Purposeful movement is everywhere. In the grimy, industrial city of Xian, several hundred miles southwest of Beijing, my driver and escort pick our way out of the airport onto a superhighway that rings the city. A stubborn gauze of pollution shrouds the city in an unwelcome incense of grime.
As we hurtle along, I watch giant cranes heave new apartments skyward. A schizophrenic mural washes past my window. Ancient, subtle rhythms are shoved aside by the urgent hustle of capitalism. Homes and shops spared by the Cultural Revolution clutch their skirts against inevitable winds of change. An awkward adolescence has descended on this city where the fabled Silk Road begins.
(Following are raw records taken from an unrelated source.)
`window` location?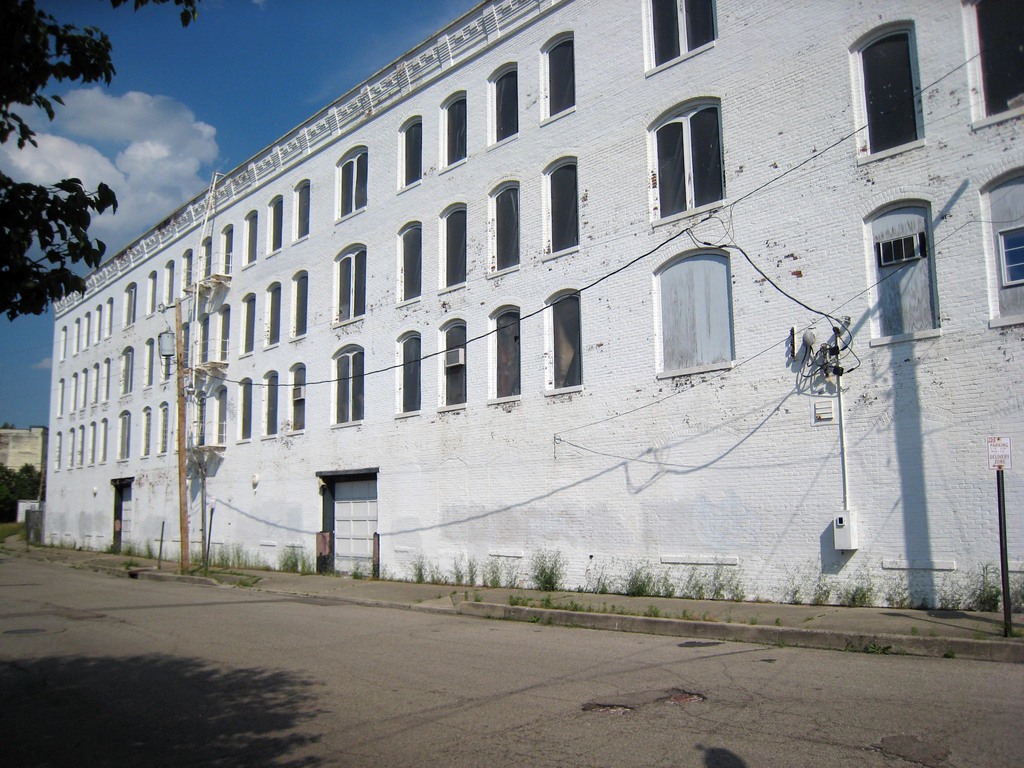
select_region(87, 417, 95, 463)
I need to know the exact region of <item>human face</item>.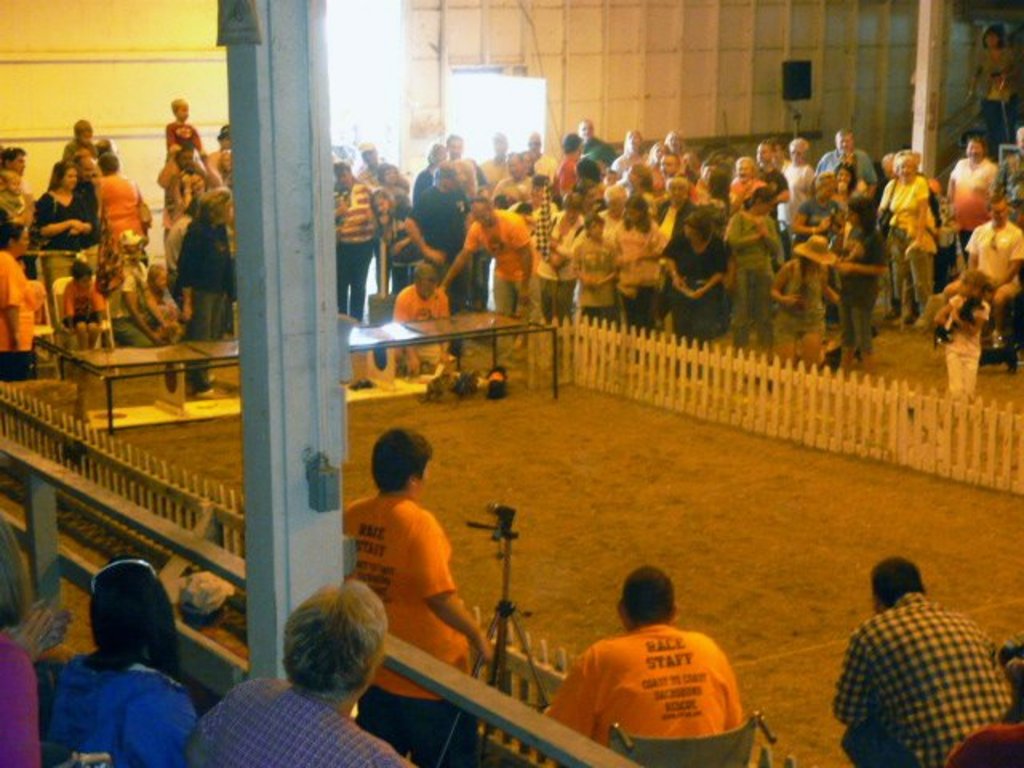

I have come here to connect with the whispers of history. I have long conjured the ghosts of Ghengis Khan and his armies; Zoroastrian priests sipping sacred haoma before the fires; Buddhists; Muslims; the exhausted armies of Alexander the Great - they and others like them, have sluiced back and forth across China for centuries in an avalanche of fire, blood, power and profit.
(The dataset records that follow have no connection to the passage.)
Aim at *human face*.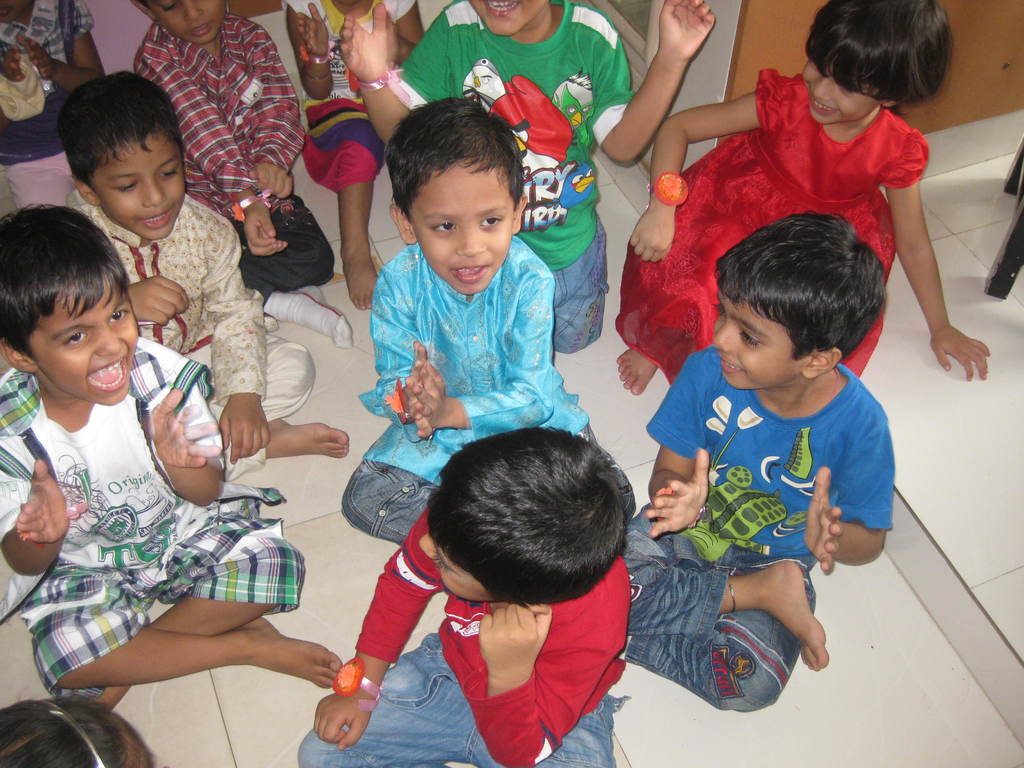
Aimed at x1=803, y1=54, x2=886, y2=130.
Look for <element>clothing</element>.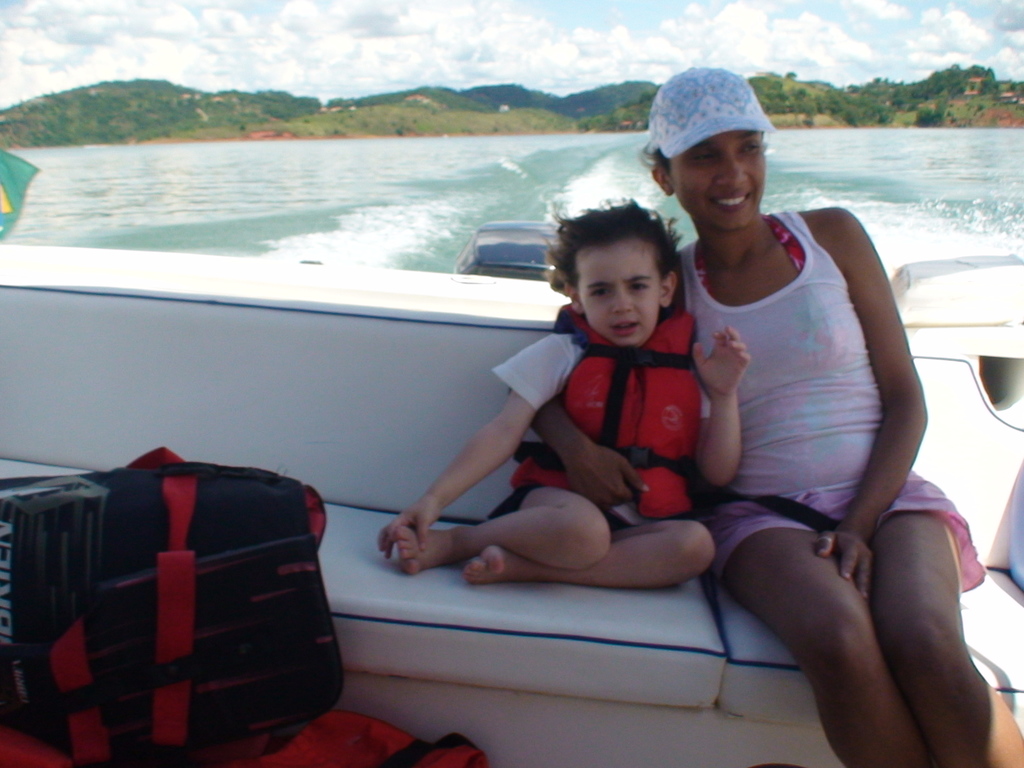
Found: bbox=[676, 207, 980, 600].
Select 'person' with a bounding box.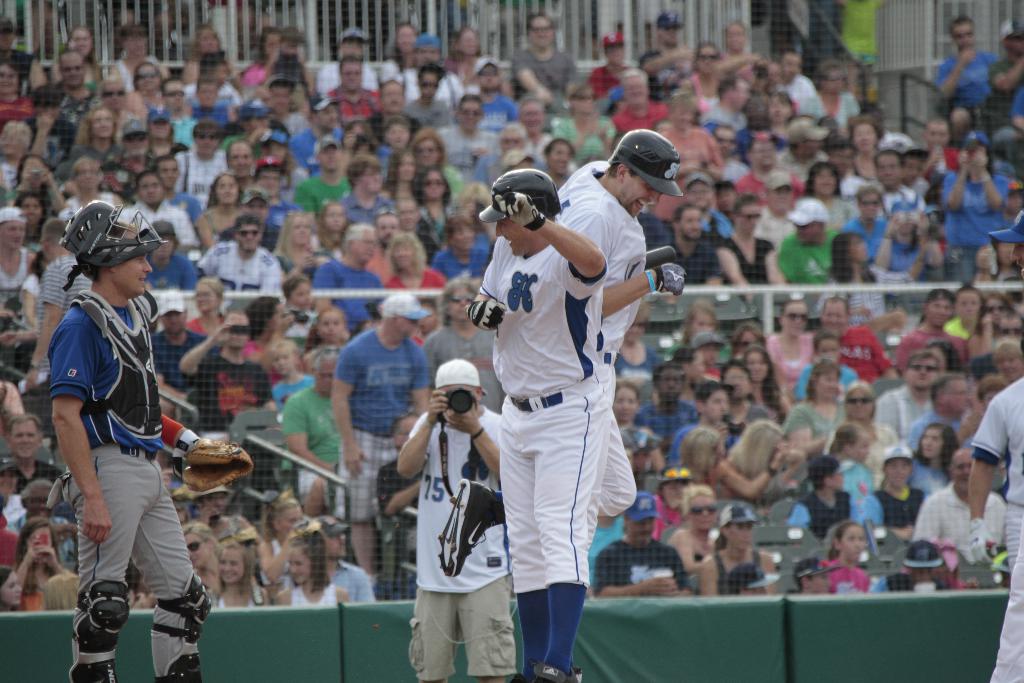
left=641, top=12, right=694, bottom=105.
The ring road around the city is four lanes wide but as we near our destination, five lanes of cars struggle with the geometry of possibility and patience. Drivers are stoic, resigned to perpetual inching and yet, somehow it all seems to work. Trucks groaning with everything from shoes to sheep trundle through the melange - bleating like cattle to to no one in particular. Artful dodgers scoot in and out of traffic like otters. Pedestrians risk the laws of physics. Shopkeepers hawk their wares. And beyond, one senses Mao watching in silent astonishment.
Having arrived at the restaurant, I alight from the car and am escorted inside. Within, grimy windows veil a sullen skyline. For the first time in my life, I feel my breathing and I wonder what this generation has bequeathed to its children.
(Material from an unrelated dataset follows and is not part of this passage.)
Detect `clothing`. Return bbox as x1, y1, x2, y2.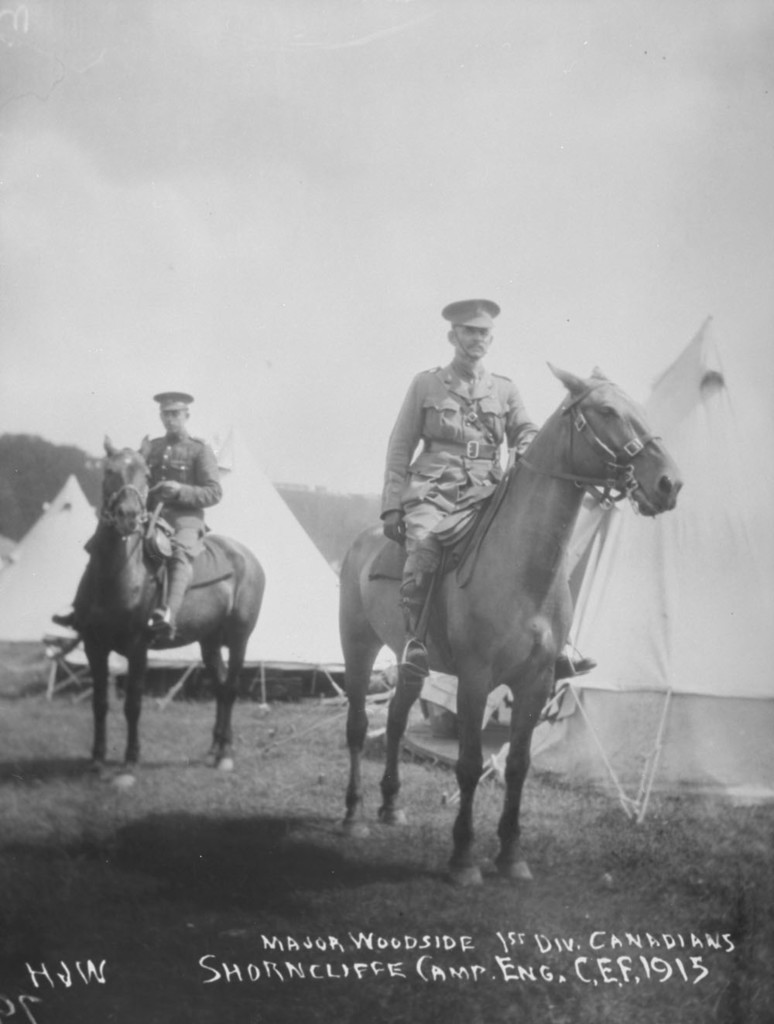
135, 427, 219, 626.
As we wait for the group I am joining, I make small talk with my escort - a Chinese tourism and hospitality management student who shares my name - Peter. It seems odd to address a Chinese with my name. I learn many Chinese have adopted Western-style first names. Peter is recently married and as we pick our way through a gallery of shared vocabulary, I wonder how he will cope with the strains of unfettered capitalism. His is an optimism borrowed from a society still riven by its own contradictions. It is an unsteady, somewhat qualified confidence and yet, it is Peter’s generation that will most benefit from what is being wrought here in this place. If he survives.
Our search for shared meaning ends suddenly as my fellow travelers arrive. I am joining a tour that will carry us across thousands of miles of terrain and thousands of years of history. I am uncertain of what to expect, but eager to begin....
(The Zhong Luo or Bell Tower below was originally built in 1384 and refurbished in 1740. It was moved to the southern section of this walled city in 1582.)